U.S. Department of Education publishes handbook on impact of pandemic on opportunities to learn

"Ed COVID-19 Handbook: Roadmap to Reopening Safely and Meeting all Students’ Needs"
"Ed COVID-19 Handbook: Roadmap to Reopening Safely and Meeting all Students’ Needs"

In the last 10 years, education scholars have made a concerted effort to shift our nation away from its single-minded focus on so-called “achievement gaps” that are typically based on test score and graduation differences. Instead, we can learn from a balanced approach that also seeks to measure and understand the “opportunity gaps” that drive these achievement gaps.

These gaps in opportunity include both in-school factors, such as tracking systems that ration challenging learning experiences to a select few, and out-of-school factors such as inequitable access to housing and nutrition. Unlike the achievement gap framing—which often simply highlights disparities in test scores without explaining why they exist and thereby implies that students themselves are to blame—opportunity gap language seeks to get at the root of the problem by exposing the systemic social and political structures that provide some students with more and better learning opportunities than others.

The coronavirus pandemic has shown a spotlight on these opportunity gaps. BIPOC students have had less access to in-person learning since the pandemic started—an injustice that poses both learning and mental wellness challenges. People in Black, Latinx, and Native communities have died and been hospitalized from the disease at two or more times the rate of the white population. Although children and young people have been relatively less likely to suffer serious COVID effects, family and community illnesses and death still have a major impact on their lives.

The U.S. Department of Education, in a 2021 publication titled, "Ed COVID-19 Handbook: Roadmap to Reopening Safely and Meeting all Students’ Needs," stresses the need to consider how the pandemic has impacted opportunities to learn (OTL). Under the federal American Rescue Plan of 2021, schools have access to billions of new dollars. But these resources will not be targeted in such a way to provide all students with opportunities to learn unless OTL indicators are tracked and used to target the funds.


Each line with the word "Image" must appear in the answer, copied from the records.

▶ **Stored data**
┌────────

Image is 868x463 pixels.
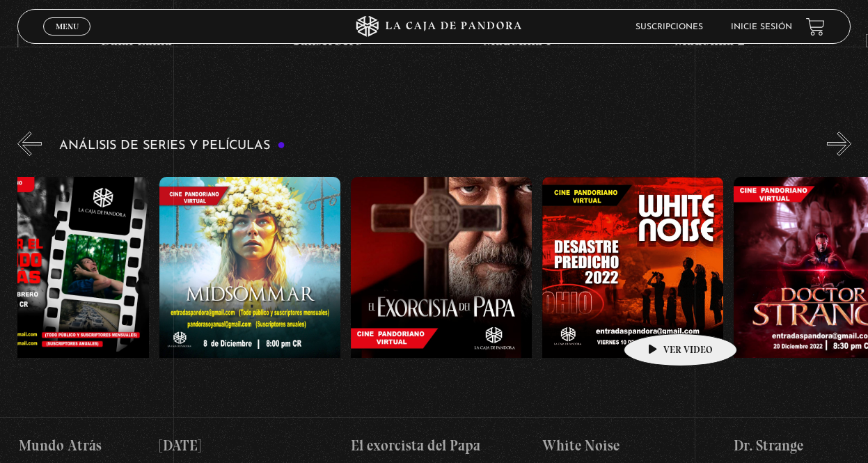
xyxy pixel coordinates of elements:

└────────
┌────────

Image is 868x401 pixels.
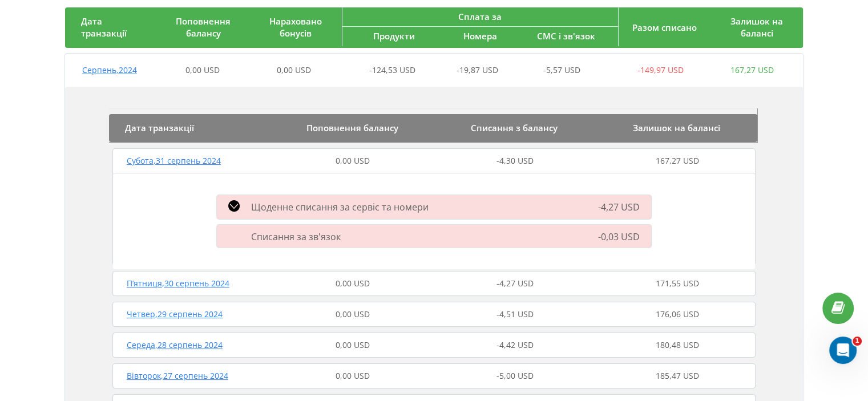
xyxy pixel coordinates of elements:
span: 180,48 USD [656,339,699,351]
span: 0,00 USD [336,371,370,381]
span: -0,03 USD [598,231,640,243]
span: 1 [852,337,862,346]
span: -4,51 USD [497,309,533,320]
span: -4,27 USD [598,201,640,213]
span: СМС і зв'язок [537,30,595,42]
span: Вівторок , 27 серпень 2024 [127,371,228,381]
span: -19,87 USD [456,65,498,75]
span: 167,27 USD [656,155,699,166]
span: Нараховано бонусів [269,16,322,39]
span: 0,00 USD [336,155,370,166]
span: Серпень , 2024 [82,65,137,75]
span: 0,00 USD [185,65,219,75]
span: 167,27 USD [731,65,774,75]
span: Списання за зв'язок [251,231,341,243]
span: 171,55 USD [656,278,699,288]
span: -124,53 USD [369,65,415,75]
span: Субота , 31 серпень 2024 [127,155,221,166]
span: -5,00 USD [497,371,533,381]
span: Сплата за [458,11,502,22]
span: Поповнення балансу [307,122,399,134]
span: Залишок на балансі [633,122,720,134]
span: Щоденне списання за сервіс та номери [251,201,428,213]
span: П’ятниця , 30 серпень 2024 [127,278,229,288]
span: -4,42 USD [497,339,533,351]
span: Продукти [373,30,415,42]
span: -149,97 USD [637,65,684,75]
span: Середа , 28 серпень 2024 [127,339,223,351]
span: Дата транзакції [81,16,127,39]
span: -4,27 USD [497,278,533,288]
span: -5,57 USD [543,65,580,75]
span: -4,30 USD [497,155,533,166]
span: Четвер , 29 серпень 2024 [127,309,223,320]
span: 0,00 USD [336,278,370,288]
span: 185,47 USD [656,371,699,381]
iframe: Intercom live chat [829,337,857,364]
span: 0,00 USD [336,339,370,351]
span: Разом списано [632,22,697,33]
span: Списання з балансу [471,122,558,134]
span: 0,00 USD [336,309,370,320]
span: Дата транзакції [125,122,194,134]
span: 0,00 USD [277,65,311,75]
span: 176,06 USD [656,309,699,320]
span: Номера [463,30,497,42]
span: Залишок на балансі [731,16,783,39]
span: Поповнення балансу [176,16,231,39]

└────────

▶ **Problem solution**
Image is 868x463 pixels.
Image is 868x401 pixels.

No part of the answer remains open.